The Urban Sherpa keeps a collection of stories and curios filed under Mythic Proportions.
Your Inner Toon 
I was arranging to meet a stranger at a crowded spot in Boston Common, before each of us realized we had no way of recognizing one another.
"How about a picture?," she suggested.
"I don't really have any good photos of myself," I told her. "But I do have this cartoon that looks a whole lot like me."
"Oh! Me too."
So we exchanged cartoons, and met at a crowded spot in Boston Common.
I haven't invoked the "B word" around here in a while, but ... can you say "precession of simulacra"?
* * *
Second Life keeps coming up in conversation, and it's not even me who keeps bringing it up. It's the New York Times, Business Week, the Boston Phoenix; it's people at work, people at the café. I'm not even particularly interested in Second Life.
Second Life (in case you've had your head stuck in reality) is a 3D virtual world: you create yourself an avatar and then ... do whatever you want. Second Life is a "massively multiplayer online" game, except it's not a game: there's no objective, there's no way to win. You don't team up into "tribes" in order to blast people with laser guns. Instead, most people seem to find themselves a spot of land and settle down. They set up businesses, and when they're not working, they meet up with friends or with strangers.
They do all of the things they might have been doing in their real life. Sorry—I mean, their first life.
The Sanskrit word avatāra means "descent," and usually implies a deliberate descent into lower realms of existence.
* * *
It's good, I think, for people to get in touch with their inner "toon." If you can see yourself as a cartoon character, then it's harder to take yourself too too seriously. It helps like trying to imagine yourself as a Muppet helps. And likewise, I think it's good to be able to see others as cartoon characters: it's somehow easier to empathize and sympathize with them when they're drawn in bright colors and exaggerated lines.
Maybe it's because it's easy to imagine them with an anvil dropping on their head.
Now I look at photos of myself and they don't really resemble me. I look at cartoons of myself and they seem a truer representation.
Does that mean it's now hard for me to take myself seriously, at all?
Has my second life become my first life, and my first life faded into the background, into a lower realm of existence?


__TRY IT__: A word-for-word copy of the entries, with the images left out, is what you should write.

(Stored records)
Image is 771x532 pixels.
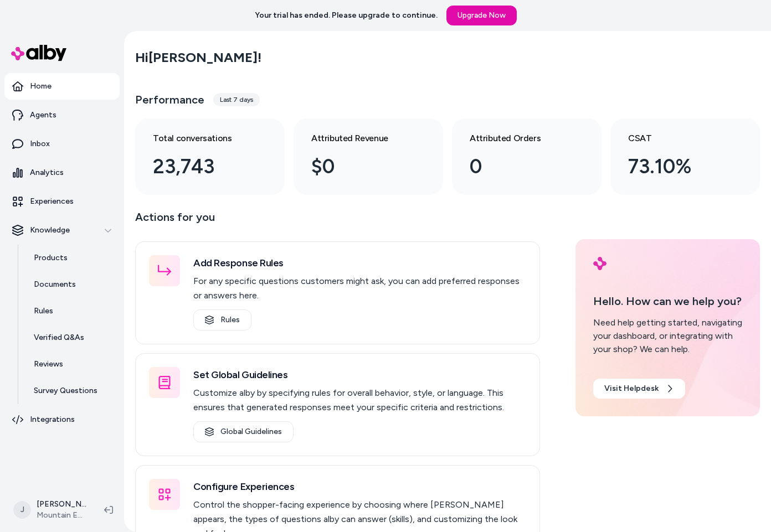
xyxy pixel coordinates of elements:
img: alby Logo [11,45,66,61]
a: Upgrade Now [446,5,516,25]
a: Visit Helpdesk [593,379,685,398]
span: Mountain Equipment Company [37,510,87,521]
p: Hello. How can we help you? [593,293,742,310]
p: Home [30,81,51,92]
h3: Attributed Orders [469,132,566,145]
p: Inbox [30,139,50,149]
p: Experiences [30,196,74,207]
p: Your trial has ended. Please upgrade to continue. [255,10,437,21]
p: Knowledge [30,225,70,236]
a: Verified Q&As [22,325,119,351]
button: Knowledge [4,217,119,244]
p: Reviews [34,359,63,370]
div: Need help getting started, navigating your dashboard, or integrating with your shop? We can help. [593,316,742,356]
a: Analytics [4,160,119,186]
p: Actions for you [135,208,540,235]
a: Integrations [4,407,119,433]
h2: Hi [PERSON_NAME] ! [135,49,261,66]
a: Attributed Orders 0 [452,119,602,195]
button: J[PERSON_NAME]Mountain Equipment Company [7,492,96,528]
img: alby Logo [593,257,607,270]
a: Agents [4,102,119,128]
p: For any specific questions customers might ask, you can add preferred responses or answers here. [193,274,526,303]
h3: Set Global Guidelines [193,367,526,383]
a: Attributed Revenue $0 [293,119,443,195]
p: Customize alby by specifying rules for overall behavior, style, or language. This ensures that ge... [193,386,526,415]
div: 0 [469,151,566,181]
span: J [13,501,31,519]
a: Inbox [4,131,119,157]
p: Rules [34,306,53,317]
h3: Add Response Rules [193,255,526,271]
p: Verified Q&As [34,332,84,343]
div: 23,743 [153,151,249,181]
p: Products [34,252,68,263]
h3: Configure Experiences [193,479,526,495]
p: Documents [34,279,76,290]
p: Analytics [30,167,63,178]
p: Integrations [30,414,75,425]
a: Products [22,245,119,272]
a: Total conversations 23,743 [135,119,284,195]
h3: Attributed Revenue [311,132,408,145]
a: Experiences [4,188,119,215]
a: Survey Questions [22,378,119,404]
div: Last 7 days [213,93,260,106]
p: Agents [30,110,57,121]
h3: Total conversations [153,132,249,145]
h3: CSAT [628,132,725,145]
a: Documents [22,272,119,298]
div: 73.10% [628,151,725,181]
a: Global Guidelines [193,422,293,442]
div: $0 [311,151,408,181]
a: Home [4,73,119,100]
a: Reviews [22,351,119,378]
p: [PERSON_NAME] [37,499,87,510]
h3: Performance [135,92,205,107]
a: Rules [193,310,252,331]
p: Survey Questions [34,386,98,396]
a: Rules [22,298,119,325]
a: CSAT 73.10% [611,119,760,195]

__OUTPUT OF THE EXERCISE__:
Image is 771x532 pixels.
xyxy pixel coordinates of elements:
img: alby Logo [11,45,66,61]
a: Upgrade Now [446,5,516,25]
a: Visit Helpdesk [593,379,685,398]
span: Mountain Equipment Company [37,510,87,521]
p: Hello. How can we help you? [593,293,742,310]
p: Home [30,81,51,92]
h3: Attributed Orders [469,132,566,145]
p: Inbox [30,139,50,149]
p: Experiences [30,196,74,207]
p: Your trial has ended. Please upgrade to continue. [255,10,437,21]
p: Knowledge [30,225,70,236]
a: Verified Q&As [22,325,119,351]
button: Knowledge [4,217,119,244]
p: Reviews [34,359,63,370]
div: Need help getting started, navigating your dashboard, or integrating with your shop? We can help. [593,316,742,356]
a: Analytics [4,160,119,186]
p: Actions for you [135,208,540,235]
a: Integrations [4,407,119,433]
h2: Hi [PERSON_NAME] ! [135,49,261,66]
a: Attributed Orders 0 [452,119,602,195]
button: J[PERSON_NAME]Mountain Equipment Company [7,492,96,528]
img: alby Logo [593,257,607,270]
a: Agents [4,102,119,128]
p: For any specific questions customers might ask, you can add preferred responses or answers here. [193,274,526,303]
h3: Set Global Guidelines [193,367,526,383]
a: Attributed Revenue $0 [293,119,443,195]
p: Customize alby by specifying rules for overall behavior, style, or language. This ensures that ge... [193,386,526,415]
div: 0 [469,151,566,181]
span: J [13,501,31,519]
a: Inbox [4,131,119,157]
p: Rules [34,306,53,317]
h3: Add Response Rules [193,255,526,271]
p: Verified Q&As [34,332,84,343]
div: 23,743 [153,151,249,181]
p: Products [34,252,68,263]
h3: Configure Experiences [193,479,526,495]
p: Documents [34,279,76,290]
p: Analytics [30,167,63,178]
p: Integrations [30,414,75,425]
a: Products [22,245,119,272]
a: Total conversations 23,743 [135,119,284,195]
h3: Attributed Revenue [311,132,408,145]
a: Experiences [4,188,119,215]
a: Survey Questions [22,378,119,404]
div: Last 7 days [213,93,260,106]
p: Agents [30,110,57,121]
h3: Total conversations [153,132,249,145]
h3: CSAT [628,132,725,145]
a: Documents [22,272,119,298]
div: 73.10% [628,151,725,181]
a: Global Guidelines [193,422,293,442]
div: $0 [311,151,408,181]
a: Home [4,73,119,100]
a: Reviews [22,351,119,378]
p: [PERSON_NAME] [37,499,87,510]
h3: Performance [135,92,205,107]
a: Rules [193,310,252,331]
p: Survey Questions [34,386,98,396]
a: Rules [22,298,119,325]
a: CSAT 73.10% [611,119,760,195]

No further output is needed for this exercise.